Why did you decide to sing about the biblical character Lazarus coming to New York in the seventies?
There’s this painting by James Ensor that depicts Christ entering 1889 Brussels. It’s similar to what I’ve done with the Lazarus character: take him out of the Bible, put him in a contemporary environment.
Were you here then?
I was around in New York from the early eighties. I’ve lived here on and off. I lived in Chinatown for six months, with a political journalist who was also a junkie. He had the money, and it was my job to go and score for him. It was a special time.
Don’t you think it’s overromanticized?
No, actually. The city was so powerful. You could see the neurosis of the population in a way that you didn’t really see in cities in other parts of the world. In many ways, New York City is the one city that never disappointed me back then.
How were the drugs?
Not particularly good. The scoring experience was slightly extreme, but the drugs were not good—in America in general.

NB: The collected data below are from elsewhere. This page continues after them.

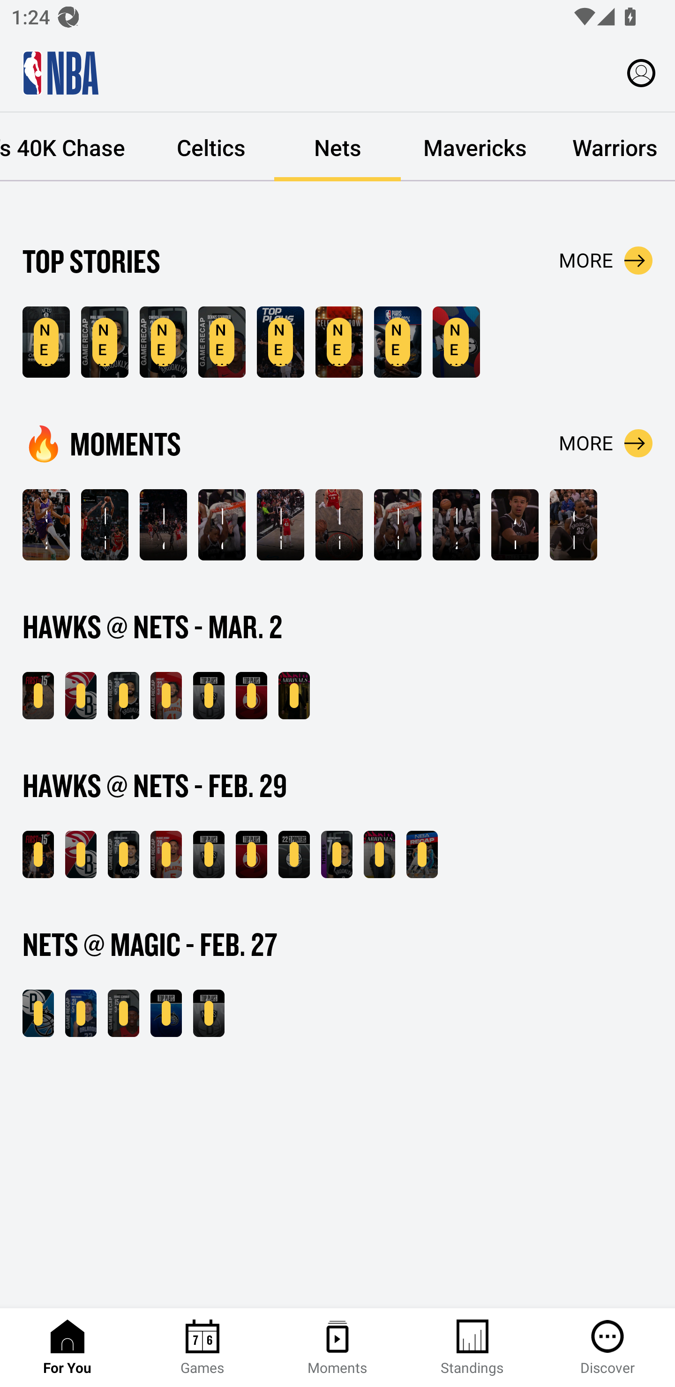 This screenshot has width=675, height=1387. I want to click on And-1 for Cameron Johnson!, so click(514, 525).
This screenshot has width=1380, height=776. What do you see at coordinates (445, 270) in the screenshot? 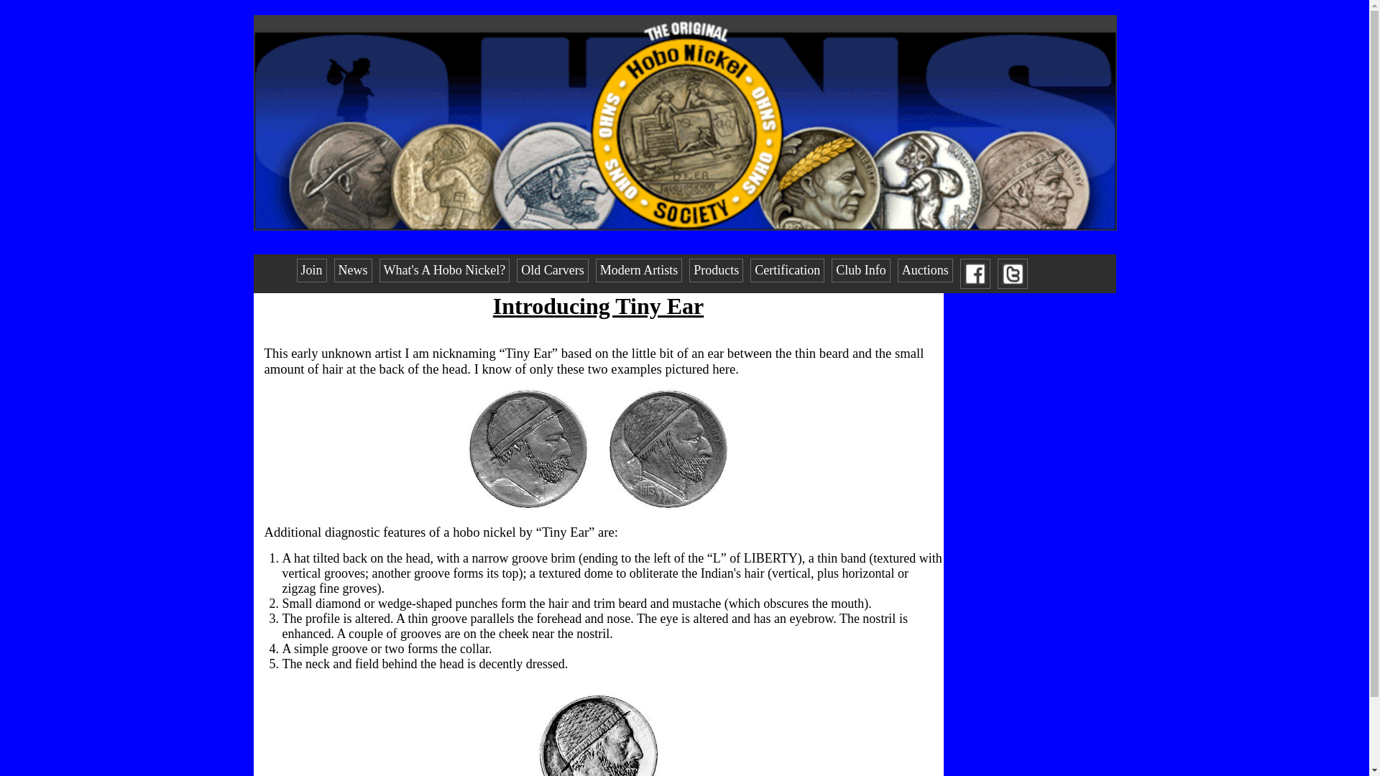
I see `What's A Hobo Nickel?` at bounding box center [445, 270].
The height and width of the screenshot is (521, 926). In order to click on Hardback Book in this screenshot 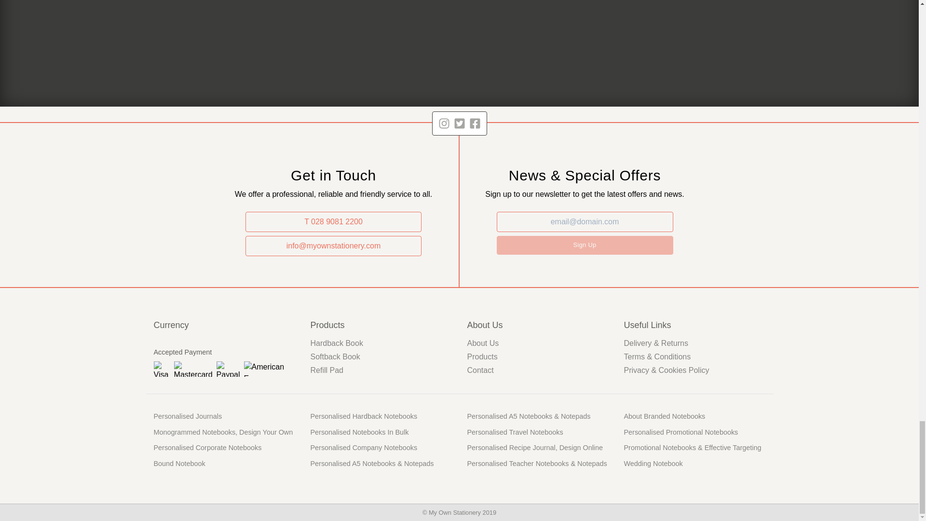, I will do `click(337, 343)`.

Don’t you find New York a letdown now?
Not at all. When you live in England, you see the corporateness of cities. It’s supposedly an American thing, and actually it’s not. It’s a European thing. On the English High Street, there are no small businesses at all. In New York, there still are. You can still eat in a family restaurant—it’s still very much got its character. There’s some idea that it’s cleaned up, which of course it has, but it’s still kind of deranged. You walk around the streets—it’s a completely different kind of ill. There’s nothing like it. The concept of humanity has gone to some other level.